@Cecile Emeke: Black French women in Paris |
The celebrated Strolling documentary series of Cecile Emeke is availble on YouTube again.
On her website Emeke writes: "It’s been ten years since Cecile Emeke began her creative practice, releasing two of her seminole works to date, ‘Ackee & Saltfish’ and ‘Strolling’ within the same year, in 2014.
The much-loved Strolling documentary series garnered a worldwide audience, with Cecile producing 25 films in total between 2014-2016, shot across London, Paris, Amsterdam, Milan, Brussels, New York and Kingston, Jamaica, with notable features in The New York Times, The Washington Post and The Financial Times, as well as selections at various film festivals including The Tribeca Film Festival."
The strolling series was an online documentary series that documented Black people across the diaspora, walking and talking about various pertinent topics, spanning the political and social, to the philosophical and anecdot
With special attention made to making the episodes as
accessible as possible; CC Subtitles in up to 7 languages from
Kinyarwanda to Portuguese were made available by the support and
collaboration of viewers, in order to make the series accessible to
non-anglophone and hearing impaired communities."
In Europe the episodes were named:
- Strolling in (London)
- Flâner (Paris)
- Wandelen (Amsterdam)
- Passeggiando (Milan)
- Strolling in Brussels (USA)
Documenting the global black diaspora
Alexis Okeowo of the New Yorker wrote:"It seems fitting that Cecile Emeke, a British filmmaker of Jamaican descent, was partly inspired by James Baldwin when creating her cult-hit Web series “Strolling.” In “The Devil Finds Work,” a book-length essay of film criticism, Baldwin wrote, “The victim who is able to articulate the situation of the victim has ceased to be a victim: he, or she, has become a threat.” Elsewhere, Baldwin stated, “The place in which I’ll fit will not exist until I make it.”
In “Strolling,” Emeke is documenting the global black diaspora, from children of African immigrants in Paris and Rome, to black Americans in New York, to young natives of Kingston. During intimately and gracefully shot interviews, in which she follows the subjects around their cities, the ensuing meditations often focus on issues of immigration, race, nationality, class, and, ultimately, belonging. Black populations across the world have at least a loose sense of their counterparts—descendants of slaves in Brazil and Haiti, products of migration in Western Europe—but “Strolling” makes their existences, their joys and worries, real in a tangible, addictive way."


DIRECTIONS FOR THIS TASK »
Only lines with the string "result" should be returned from the data below.

--------------------------------------------------

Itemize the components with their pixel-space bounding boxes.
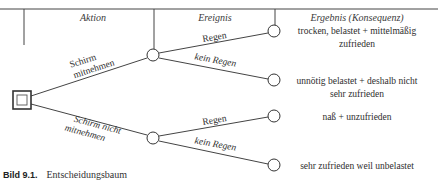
caption-number: Bild 9.1.	[3, 170, 38, 180]
chance-node-no-umbrella	[147, 132, 159, 144]
header-event: Ereignis	[197, 12, 232, 23]
outcome-node-2	[268, 74, 280, 86]
result-4: sehr zufrieden weil unbelastet	[300, 161, 414, 171]
decision-node	[13, 91, 31, 109]
decision-tree-diagram: Aktion Ereignis Ergebnis (Konsequenz) Sc…	[0, 0, 438, 189]
header-action: Aktion	[79, 12, 106, 23]
chance-node-take-umbrella	[147, 49, 159, 61]
result-2-line2: sehr zufrieden	[330, 89, 384, 99]
figure-caption: Bild 9.1. Entscheidungsbaum	[3, 164, 127, 181]
outcome-node-3	[268, 110, 280, 122]
result-3: naß + unzufrieden	[322, 112, 391, 122]
outcome-node-4	[268, 159, 280, 171]
result-1-line2: zufrieden	[339, 39, 375, 49]
result-1-line1: trocken, belastet + mittelmäßig	[298, 26, 417, 36]
outcome-node-1	[268, 25, 280, 37]
header-result: Ergebnis (Konsequenz)	[309, 12, 404, 24]
event-label-rain-1: Regen	[202, 30, 228, 44]
action-label-take: Schirm mitnehmen	[68, 47, 116, 80]
result-2-line1: unnötig belastet + deshalb nicht	[297, 76, 418, 86]
caption-text: Entscheidungsbaum	[47, 169, 128, 180]
action-label-not-take: Schirm nicht mitnehmen	[64, 112, 123, 147]
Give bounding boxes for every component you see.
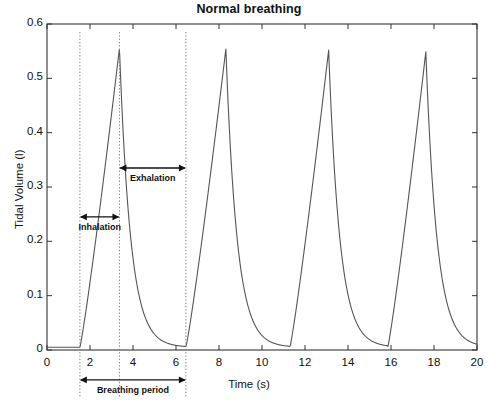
y-tick-label: 0.1 bbox=[3, 288, 43, 300]
x-tick-label: 8 bbox=[205, 356, 233, 368]
x-tick-label: 4 bbox=[119, 356, 147, 368]
x-tick-label: 20 bbox=[463, 356, 491, 368]
x-tick-label: 0 bbox=[33, 356, 61, 368]
annotation-label: Inhalation bbox=[40, 222, 160, 232]
x-tick-label: 18 bbox=[420, 356, 448, 368]
x-tick-label: 12 bbox=[291, 356, 319, 368]
annotation-label: Breathing period bbox=[73, 385, 193, 395]
breathing-chart-figure: Normal breathing Tidal Volume (l) Time (… bbox=[0, 0, 498, 405]
y-tick-label: 0.3 bbox=[3, 179, 43, 191]
x-tick-label: 14 bbox=[334, 356, 362, 368]
plot-canvas bbox=[0, 0, 498, 405]
x-tick-label: 16 bbox=[377, 356, 405, 368]
y-tick-label: 0.2 bbox=[3, 233, 43, 245]
y-tick-label: 0 bbox=[3, 342, 43, 354]
y-tick-label: 0.4 bbox=[3, 125, 43, 137]
annotation-label: Exhalation bbox=[93, 173, 213, 183]
y-tick-label: 0.5 bbox=[3, 70, 43, 82]
x-tick-label: 6 bbox=[162, 356, 190, 368]
y-tick-label: 0.6 bbox=[3, 16, 43, 28]
x-tick-label: 2 bbox=[76, 356, 104, 368]
x-tick-label: 10 bbox=[248, 356, 276, 368]
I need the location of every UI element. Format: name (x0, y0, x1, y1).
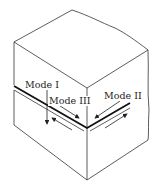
mode3-label: Mode III (48, 96, 91, 106)
top-face (14, 10, 148, 88)
mode2-label: Mode II (103, 91, 143, 101)
crack-modes-diagram: Mode I Mode III Mode II (0, 0, 160, 185)
mode1-label: Mode I (24, 80, 60, 90)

--------------------------------------------------

EXERCISE RESPONSE »
result-4: sehr zufrieden weil unbelastet	[300, 161, 414, 171]
result-2-line2: sehr zufrieden	[330, 89, 384, 99]
result-3: naß + unzufrieden	[322, 112, 391, 122]
result-1-line2: zufrieden	[339, 39, 375, 49]
result-1-line1: trocken, belastet + mittelmäßig	[298, 26, 417, 36]
header-result: Ergebnis (Konsequenz)	[309, 12, 404, 24]
result-2-line1: unnötig belastet + deshalb nicht	[297, 76, 418, 86]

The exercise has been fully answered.